The latter clip is from Caribbean Voices, an extraordinary radio series that also discovered the Trinidadian novelist V.S. Naipaul – another Nobel Prize-winner – whose stories were broadcast on the BBC while he was aged only 18. It was produced by the avant-garde Jamaican poet Una Marson, the first black producer at the BBC, whom we hear from at length in the excellent portrait Una Marson: Our Lost Caribbean Voice (BBC2). But there are so many other voices one might have heard on the BBC in the 1940s and 1950s: the radical Indian novelist Mulk Raj Anand, the Sri Lankan poet M.J. Tambimuttu, the Bengali polymath Nirad Chaudhuri, whose broadcasts all deserve a similar treatment. The BBC in its heyday certainly offered a much more ‘inclusive’ view of culture than the official narrative now wishes to admit.

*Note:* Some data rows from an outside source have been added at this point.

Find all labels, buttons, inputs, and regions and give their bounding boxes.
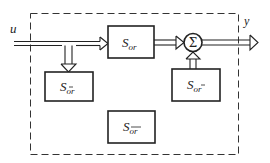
block-s-or: Sor <box>108 26 154 58</box>
block-s-obar-r: Sor <box>45 72 93 101</box>
block-diagram: u Sor Σ y <box>0 0 270 163</box>
input-label: u <box>10 21 17 36</box>
arrow-to-sum <box>154 36 184 49</box>
branch-arrow-down <box>61 46 76 73</box>
output-arrow <box>202 35 258 50</box>
sigma-symbol: Σ <box>189 36 197 50</box>
block-s-o-rbar: Sor <box>172 69 220 101</box>
block-s-obar-rbar: Sor <box>108 111 155 143</box>
output-label: y <box>243 14 250 28</box>
summing-junction: Σ <box>184 34 202 52</box>
input-arrow <box>14 37 108 50</box>
arrow-up-to-sum <box>186 52 200 69</box>
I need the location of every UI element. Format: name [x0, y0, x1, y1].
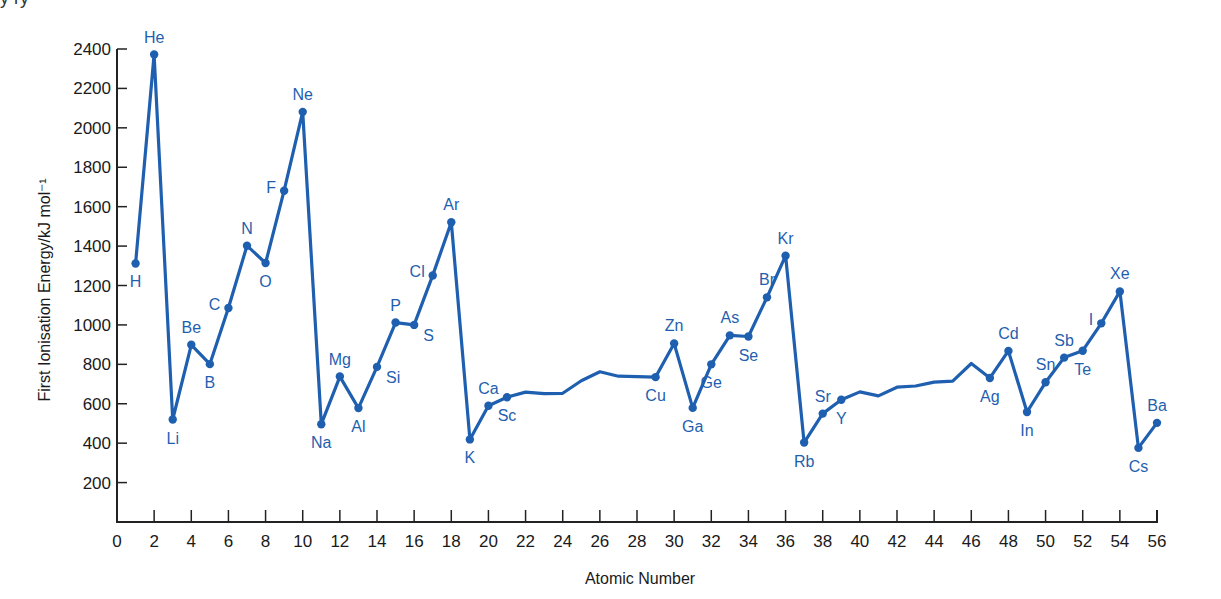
- point-label-mg: Mg: [329, 351, 351, 368]
- x-axis-title: Atomic Number: [585, 570, 696, 587]
- point-label-f: F: [266, 179, 276, 196]
- data-point-o: [261, 259, 269, 267]
- point-label-cd: Cd: [998, 325, 1018, 342]
- point-label-cu: Cu: [645, 387, 665, 404]
- data-point-s: [410, 321, 418, 329]
- point-label-be: Be: [181, 319, 201, 336]
- point-label-se: Se: [739, 347, 759, 364]
- y-tick-label: 600: [83, 395, 111, 414]
- y-tick-label: 800: [83, 355, 111, 374]
- point-label-si: Si: [386, 369, 400, 386]
- x-tick-label: 38: [813, 532, 832, 551]
- point-label-sn: Sn: [1036, 356, 1056, 373]
- point-label-h: H: [130, 273, 142, 290]
- y-tick-label: 200: [83, 474, 111, 493]
- x-tick-label: 24: [553, 532, 572, 551]
- data-point-si: [373, 363, 381, 371]
- x-tick-label: 12: [330, 532, 349, 551]
- data-point-na: [317, 420, 325, 428]
- x-tick-label: 2: [149, 532, 158, 551]
- point-label-li: Li: [166, 430, 178, 447]
- point-label-he: He: [144, 29, 165, 46]
- point-label-y: Y: [836, 410, 847, 427]
- data-point-he: [150, 50, 158, 58]
- point-label-sc: Sc: [498, 407, 517, 424]
- data-point-f: [280, 187, 288, 195]
- point-label-ge: Ge: [701, 374, 722, 391]
- x-tick-label: 28: [628, 532, 647, 551]
- data-point-br: [763, 293, 771, 301]
- point-label-b: B: [205, 374, 216, 391]
- point-label-in: In: [1020, 422, 1033, 439]
- data-point-zn: [670, 339, 678, 347]
- x-tick-label: 36: [776, 532, 795, 551]
- data-point-c: [224, 304, 232, 312]
- point-label-sb: Sb: [1054, 332, 1074, 349]
- point-label-al: Al: [351, 418, 365, 435]
- y-tick-label: 2200: [73, 79, 111, 98]
- point-label-p: P: [390, 297, 401, 314]
- data-point-ar: [447, 218, 455, 226]
- point-label-i: I: [1089, 311, 1093, 328]
- point-label-xe: Xe: [1110, 265, 1130, 282]
- data-point-i: [1097, 319, 1105, 327]
- y-tick-label: 400: [83, 434, 111, 453]
- data-point-xe: [1116, 287, 1124, 295]
- x-tick-label: 22: [516, 532, 535, 551]
- point-label-cs: Cs: [1129, 458, 1149, 475]
- data-point-p: [391, 318, 399, 326]
- axis-frame: [117, 49, 1157, 522]
- x-tick-label: 42: [888, 532, 907, 551]
- x-tick-label: 30: [665, 532, 684, 551]
- point-label-ne: Ne: [292, 86, 313, 103]
- point-label-ca: Ca: [478, 380, 499, 397]
- data-point-in: [1023, 408, 1031, 416]
- point-label-kr: Kr: [778, 230, 795, 247]
- y-tick-label: 2000: [73, 119, 111, 138]
- x-tick-label: 50: [1036, 532, 1055, 551]
- point-label-na: Na: [311, 434, 332, 451]
- data-point-as: [726, 331, 734, 339]
- data-point-sc: [503, 393, 511, 401]
- x-tick-label: 8: [261, 532, 270, 551]
- data-point-kr: [781, 252, 789, 260]
- x-tick-label: 44: [925, 532, 944, 551]
- point-label-ar: Ar: [443, 196, 460, 213]
- point-label-te: Te: [1074, 361, 1091, 378]
- data-point-ne: [299, 108, 307, 116]
- data-series: HHeLiBeBCNOFNeNaMgAlSiPSClArKCaScCuZnGaG…: [130, 29, 1167, 475]
- x-tick-label: 4: [187, 532, 196, 551]
- x-axis: 0246810121416182022242628303234363840424…: [112, 49, 1166, 551]
- x-tick-label: 0: [112, 532, 121, 551]
- point-label-s: S: [423, 327, 434, 344]
- data-point-ga: [689, 404, 697, 412]
- data-point-cu: [651, 373, 659, 381]
- point-label-rb: Rb: [794, 453, 815, 470]
- x-tick-label: 40: [850, 532, 869, 551]
- x-tick-label: 46: [962, 532, 981, 551]
- x-tick-label: 10: [293, 532, 312, 551]
- data-point-h: [131, 259, 139, 267]
- point-label-o: O: [259, 273, 271, 290]
- data-point-sb: [1060, 353, 1068, 361]
- y-tick-label: 1000: [73, 316, 111, 335]
- y-axis-title: First Ionisation Energy/kJ mol⁻¹: [36, 178, 53, 401]
- x-tick-label: 16: [405, 532, 424, 551]
- data-point-mg: [336, 372, 344, 380]
- x-tick-label: 26: [590, 532, 609, 551]
- point-label-br: Br: [759, 271, 776, 288]
- data-point-se: [744, 332, 752, 340]
- point-label-ga: Ga: [682, 418, 703, 435]
- y-tick-label: 2400: [73, 40, 111, 59]
- x-tick-label: 32: [702, 532, 721, 551]
- data-point-n: [243, 241, 251, 249]
- x-tick-label: 18: [442, 532, 461, 551]
- point-label-ag: Ag: [980, 388, 1000, 405]
- point-label-k: K: [465, 449, 476, 466]
- y-tick-label: 1600: [73, 198, 111, 217]
- x-tick-label: 48: [999, 532, 1018, 551]
- x-tick-label: 56: [1148, 532, 1167, 551]
- data-point-cl: [429, 271, 437, 279]
- x-tick-label: 52: [1073, 532, 1092, 551]
- data-point-sr: [819, 409, 827, 417]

On the centenary, it occurred to me that the BBC was founded in the annus mirabilis of modernism: 1922, the year in which T.S. Eliot published ‘The Waste Land’, James Joyce’s Ulysses came out and Proust first appeared in English. The BBC drew its strength from the vitality of that moment, from this fascination with new forms of creativity, and its broadcasts from these years, sampled throughout this season of programming, include experimental radio operas by Ezra Pound and Dylan Thomas’s classic drama for radio Under Milk Wood. But now the new has become old, the fascination has dulled. Watching and listening to such past marvels, one wonders how many of today’s broadcasts would be worthy of such commemoration. The impression one is left with of the BBC’s history is the story of a once-great engine of culture, slowly running out of steam.

All the BBC’s centenary programmes are available on the iPlayer.